A Quote by Mohamed ElBaradei

I'm used to politics at an international level: people put together an argument and, even if you vehemently disagree with them, well, you can recognise it's an argument and respond.
The notion that somehow or another they'll (Iran) put it in a picnic basket and hand it to some terrorist group is merely an argument that may be convincing to some people who don't know anything about nuclear weapons. I don't find that argument very credible, I'm not sure that people who make it even believe in it. But it's a good argument to make if you have no other argument to make. The fact of the matter is, Iran has been around for 3000 years, and that is not a symptom of a suicidal instinct.
If I'm in a political argument, I think I can, with reasonable accuracy and without boasting, put the other person's side of the case at least as well as they could. One has to be able to say that in any well-conducted argument.
The argument for collectivism is simple if false; it is an immediate emotional argument. The argument for individualism is subtle and sophisticated; it is an indirect rational argument. And the emotional faculties are more highly developed in most men than the rational, paradoxically or especially even in those who regard themselves as intellectuals.
If Rand Paul is going to go anywhere, he is going to have to expand it beyond merely this argument about where we put troops and don`t put troops and make it both a generational argument and a change argument. And he`s got a chance to do that.
Because the speech is an argument, and a great speech makes an argument well, the act of making that argument is a really important part of how the policy process coalesces and solidifies both for the candidate and also the people serving that candidate.
I think we at the faculty level have to model this behavior of having people that really truly disagree with one another be able to discuss those beliefs with one another at the level of discussion and argument and not at the level of, you know, personal attack so that our students can learn how to do that, too.
The Creation Museum isn't really a museum at all. It's an argument. It's not even an argument. It's the ammunition for an argument. It is the Word made into bullets. An armory of righteous revisionism.
I'm not good at precise, coherent argument. But plays are suited to incoherent argument, put into the mouths of fallible people.
The argument of the broken window pane is the most valuable argument in modern politics.
Although everyone fights, few people know how to have a good argument, an argument that clears the air and makes it less likely a future argument will take place on the same subject.
Crime can be a unifying argument - not an argument that people use as a code for us vs. them.
The only driver stronger than an economic argument to do something is the war argument, the I-don't-want-to-die argument.
Whenever you're going into oral argument, it's preferable to be able to weave the arguments together. That gets harder when you split the argument into pieces.
Why do people argue? Even the wisest of men have not found God through argument! Is God a subject for argument?
The strangest thing about the low quality of Internet argument is that effective argument isn't really so difficult. Sure, not everyone can be Clarence Darrow, but anyone who wants to be at least competent at argument can do it.
A lot of people pulled me up after 'Trainspotting' for its absence of politics, but the argument I make is that the absence of politics is political as well.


Every line of the data, first to last, must be written out unchanged.

════

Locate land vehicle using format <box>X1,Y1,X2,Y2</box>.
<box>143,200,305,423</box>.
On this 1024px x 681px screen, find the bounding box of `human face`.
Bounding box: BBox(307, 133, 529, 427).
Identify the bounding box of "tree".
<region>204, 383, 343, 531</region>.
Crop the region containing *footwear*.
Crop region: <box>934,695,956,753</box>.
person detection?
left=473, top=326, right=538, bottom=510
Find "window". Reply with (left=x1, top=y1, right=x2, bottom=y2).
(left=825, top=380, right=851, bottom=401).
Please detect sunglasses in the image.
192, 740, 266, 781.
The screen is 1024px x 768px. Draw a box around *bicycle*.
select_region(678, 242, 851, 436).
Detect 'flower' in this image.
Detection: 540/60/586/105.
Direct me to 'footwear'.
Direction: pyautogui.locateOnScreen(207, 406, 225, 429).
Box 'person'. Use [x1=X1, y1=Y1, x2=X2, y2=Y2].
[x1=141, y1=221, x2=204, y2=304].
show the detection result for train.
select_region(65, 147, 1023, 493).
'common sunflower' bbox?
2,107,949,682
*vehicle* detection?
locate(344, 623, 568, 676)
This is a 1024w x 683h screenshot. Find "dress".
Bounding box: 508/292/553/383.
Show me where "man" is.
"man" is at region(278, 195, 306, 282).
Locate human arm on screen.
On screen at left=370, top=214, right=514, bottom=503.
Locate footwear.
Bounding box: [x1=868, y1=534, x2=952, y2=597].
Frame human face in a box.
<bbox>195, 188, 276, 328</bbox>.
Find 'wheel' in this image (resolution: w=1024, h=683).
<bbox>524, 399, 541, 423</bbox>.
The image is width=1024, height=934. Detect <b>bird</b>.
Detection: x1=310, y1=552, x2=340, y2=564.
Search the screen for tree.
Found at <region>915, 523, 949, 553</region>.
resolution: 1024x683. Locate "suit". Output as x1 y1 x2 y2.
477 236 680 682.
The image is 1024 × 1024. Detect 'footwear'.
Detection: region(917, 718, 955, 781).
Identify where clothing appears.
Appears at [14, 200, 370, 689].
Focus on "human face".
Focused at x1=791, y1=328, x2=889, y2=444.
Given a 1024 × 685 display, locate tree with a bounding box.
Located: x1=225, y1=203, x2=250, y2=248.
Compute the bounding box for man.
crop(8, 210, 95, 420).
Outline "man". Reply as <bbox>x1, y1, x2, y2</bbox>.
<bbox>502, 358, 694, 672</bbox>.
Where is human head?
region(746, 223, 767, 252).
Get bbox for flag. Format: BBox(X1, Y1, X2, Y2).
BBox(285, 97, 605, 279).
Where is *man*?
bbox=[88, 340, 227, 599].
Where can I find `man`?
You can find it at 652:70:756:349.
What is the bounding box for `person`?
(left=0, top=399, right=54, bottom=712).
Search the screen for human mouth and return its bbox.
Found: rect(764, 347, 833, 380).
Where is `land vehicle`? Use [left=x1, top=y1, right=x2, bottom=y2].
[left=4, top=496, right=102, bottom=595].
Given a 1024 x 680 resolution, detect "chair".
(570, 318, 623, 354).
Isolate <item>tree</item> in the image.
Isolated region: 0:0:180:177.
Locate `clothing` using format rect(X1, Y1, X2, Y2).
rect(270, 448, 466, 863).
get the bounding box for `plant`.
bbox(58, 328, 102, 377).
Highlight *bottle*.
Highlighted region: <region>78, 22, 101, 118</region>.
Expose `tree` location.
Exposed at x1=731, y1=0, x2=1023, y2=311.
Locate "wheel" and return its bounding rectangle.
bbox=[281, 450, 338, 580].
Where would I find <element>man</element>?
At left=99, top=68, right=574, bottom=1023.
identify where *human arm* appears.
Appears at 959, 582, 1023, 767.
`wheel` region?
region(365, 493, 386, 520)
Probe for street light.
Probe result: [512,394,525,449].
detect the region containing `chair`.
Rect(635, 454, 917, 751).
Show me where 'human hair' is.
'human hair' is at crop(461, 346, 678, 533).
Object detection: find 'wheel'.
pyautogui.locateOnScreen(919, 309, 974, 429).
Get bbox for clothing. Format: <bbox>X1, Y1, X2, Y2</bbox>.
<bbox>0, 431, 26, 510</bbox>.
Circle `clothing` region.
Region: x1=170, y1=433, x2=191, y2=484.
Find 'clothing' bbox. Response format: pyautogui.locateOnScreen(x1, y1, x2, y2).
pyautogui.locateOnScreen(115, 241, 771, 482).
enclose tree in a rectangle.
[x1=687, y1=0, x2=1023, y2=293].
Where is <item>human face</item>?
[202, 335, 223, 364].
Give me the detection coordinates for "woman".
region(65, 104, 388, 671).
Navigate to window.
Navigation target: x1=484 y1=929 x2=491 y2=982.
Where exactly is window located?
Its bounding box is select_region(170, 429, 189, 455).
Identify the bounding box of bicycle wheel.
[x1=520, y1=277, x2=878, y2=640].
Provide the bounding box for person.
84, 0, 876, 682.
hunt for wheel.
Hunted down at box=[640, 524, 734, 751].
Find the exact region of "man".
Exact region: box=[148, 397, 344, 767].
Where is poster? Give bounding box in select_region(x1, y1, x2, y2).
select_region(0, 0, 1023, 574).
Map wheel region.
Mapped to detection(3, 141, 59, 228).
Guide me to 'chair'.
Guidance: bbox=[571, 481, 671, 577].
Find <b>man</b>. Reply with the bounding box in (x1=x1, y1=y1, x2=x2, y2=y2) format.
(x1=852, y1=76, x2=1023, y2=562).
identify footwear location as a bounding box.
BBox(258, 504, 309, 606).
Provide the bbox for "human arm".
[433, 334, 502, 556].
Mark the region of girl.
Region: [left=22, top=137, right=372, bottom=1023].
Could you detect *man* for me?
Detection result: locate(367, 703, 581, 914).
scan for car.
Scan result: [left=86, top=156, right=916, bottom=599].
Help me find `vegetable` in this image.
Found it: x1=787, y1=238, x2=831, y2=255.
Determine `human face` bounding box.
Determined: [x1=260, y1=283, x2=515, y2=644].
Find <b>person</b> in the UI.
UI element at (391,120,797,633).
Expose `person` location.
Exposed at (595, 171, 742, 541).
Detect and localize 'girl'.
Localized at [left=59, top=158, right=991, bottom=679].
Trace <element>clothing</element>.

════

§ Solution below
Locate land vehicle using format <box>X1,Y1,X2,Y2</box>.
<box>143,200,305,423</box>.
On this 1024px x 681px screen, find the bounding box of `human face`.
Bounding box: BBox(307, 133, 529, 427).
Identify the bounding box of "tree".
<region>204, 383, 343, 531</region>.
Crop the region containing *footwear*.
Crop region: <box>934,695,956,753</box>.
person detection?
left=473, top=326, right=538, bottom=510
Find "window". Reply with (left=x1, top=y1, right=x2, bottom=y2).
(left=825, top=380, right=851, bottom=401).
Please detect sunglasses in the image.
192, 740, 266, 781.
The screen is 1024px x 768px. Draw a box around *bicycle*.
select_region(678, 242, 851, 436).
Detect 'flower' in this image.
Detection: 540/60/586/105.
Direct me to 'footwear'.
Direction: pyautogui.locateOnScreen(207, 406, 225, 429).
Box 'person'. Use [x1=X1, y1=Y1, x2=X2, y2=Y2].
[x1=141, y1=221, x2=204, y2=304].
show the detection result for train.
select_region(65, 147, 1023, 493).
'common sunflower' bbox?
2,107,949,682
*vehicle* detection?
locate(344, 623, 568, 676)
This is a 1024w x 683h screenshot. Find "dress".
Bounding box: 508/292/553/383.
Show me where "man" is.
"man" is at region(278, 195, 306, 282).
Locate human arm on screen.
On screen at left=370, top=214, right=514, bottom=503.
Locate footwear.
Bounding box: [x1=868, y1=534, x2=952, y2=597].
Frame human face in a box.
<bbox>195, 188, 276, 328</bbox>.
Find 'wheel' in this image (resolution: w=1024, h=683).
<bbox>524, 399, 541, 423</bbox>.
The image is width=1024, height=934. Detect <b>bird</b>.
Detection: x1=310, y1=552, x2=340, y2=564.
Search the screen for tree.
Found at <region>915, 523, 949, 553</region>.
resolution: 1024x683. Locate "suit". Output as x1 y1 x2 y2.
477 236 680 682.
The image is 1024 × 1024. Detect 'footwear'.
Detection: region(917, 718, 955, 781).
Identify where clothing appears.
Appears at [14, 200, 370, 689].
Focus on "human face".
Focused at x1=791, y1=328, x2=889, y2=444.
Given a 1024 × 685 display, locate tree with a bounding box.
Located: x1=225, y1=203, x2=250, y2=248.
Compute the bounding box for man.
crop(8, 210, 95, 420).
Outline "man". Reply as <bbox>x1, y1, x2, y2</bbox>.
<bbox>502, 358, 694, 672</bbox>.
Where is human head?
region(746, 223, 767, 252).
Get bbox for flag. Format: BBox(X1, Y1, X2, Y2).
BBox(285, 97, 605, 279).
Where is *man*?
bbox=[88, 340, 227, 599].
Where can I find `man`?
You can find it at 652:70:756:349.
What is the bounding box for `person`?
(left=0, top=399, right=54, bottom=712).
Search the screen for human mouth and return its bbox.
Found: rect(764, 347, 833, 380).
Where is `land vehicle`? Use [left=x1, top=y1, right=x2, bottom=y2].
[left=4, top=496, right=102, bottom=595].
Given a 1024 x 680 resolution, detect "chair".
(570, 318, 623, 354).
Isolate <item>tree</item> in the image.
Isolated region: 0:0:180:177.
Locate `clothing` using format rect(X1, Y1, X2, Y2).
rect(270, 448, 466, 863).
get the bounding box for `plant`.
bbox(58, 328, 102, 377).
Highlight *bottle*.
Highlighted region: <region>78, 22, 101, 118</region>.
Expose `tree` location.
Exposed at x1=731, y1=0, x2=1023, y2=311.
Locate "wheel" and return its bounding rectangle.
bbox=[281, 450, 338, 580].
Where would I find <element>man</element>?
At left=99, top=68, right=574, bottom=1023.
identify where *human arm* appears.
Appears at 959, 582, 1023, 767.
`wheel` region?
region(365, 493, 386, 520)
Probe for street light.
Probe result: [512,394,525,449].
detect the region containing `chair`.
Rect(635, 454, 917, 751).
Show me where 'human hair' is.
'human hair' is at crop(461, 346, 678, 533).
Object detection: find 'wheel'.
pyautogui.locateOnScreen(919, 309, 974, 429).
Get bbox for clothing. Format: <bbox>X1, Y1, X2, Y2</bbox>.
<bbox>0, 431, 26, 510</bbox>.
Circle `clothing` region.
Region: x1=170, y1=433, x2=191, y2=484.
Find 'clothing' bbox. Response format: pyautogui.locateOnScreen(x1, y1, x2, y2).
pyautogui.locateOnScreen(115, 241, 771, 482).
enclose tree in a rectangle.
[x1=687, y1=0, x2=1023, y2=293].
Where is <item>human face</item>?
[202, 335, 223, 364].
Give me the detection coordinates for "woman".
region(65, 104, 388, 671).
Navigate to window.
Navigation target: x1=484 y1=929 x2=491 y2=982.
Where exactly is window located?
Its bounding box is select_region(170, 429, 189, 455).
Identify the bounding box of bicycle wheel.
[x1=520, y1=277, x2=878, y2=640].
Provide the bounding box for person.
84, 0, 876, 682.
hunt for wheel.
Hunted down at box=[640, 524, 734, 751].
Find the exact region of "man".
Exact region: box=[148, 397, 344, 767].
Where is poster? Give bounding box in select_region(x1, y1, x2, y2).
select_region(0, 0, 1023, 574).
Map wheel region.
Mapped to detection(3, 141, 59, 228).
Guide me to 'chair'.
Guidance: bbox=[571, 481, 671, 577].
Find <b>man</b>. Reply with the bounding box in (x1=x1, y1=y1, x2=x2, y2=y2) format.
(x1=852, y1=76, x2=1023, y2=562).
identify footwear location as a bounding box.
BBox(258, 504, 309, 606).
Provide the bbox for "human arm".
[433, 334, 502, 556].
Mark the region of girl.
Region: [left=22, top=137, right=372, bottom=1023].
Could you detect *man* for me?
Detection result: locate(367, 703, 581, 914).
scan for car.
Scan result: [left=86, top=156, right=916, bottom=599].
Help me find `vegetable` in this image.
Found it: x1=787, y1=238, x2=831, y2=255.
Determine `human face` bounding box.
Determined: [x1=260, y1=283, x2=515, y2=644].
Find <b>person</b> in the UI.
UI element at (391,120,797,633).
Expose `person` location.
Exposed at (595, 171, 742, 541).
Detect and localize 'girl'.
Localized at [left=59, top=158, right=991, bottom=679].
Trace <element>clothing</element>.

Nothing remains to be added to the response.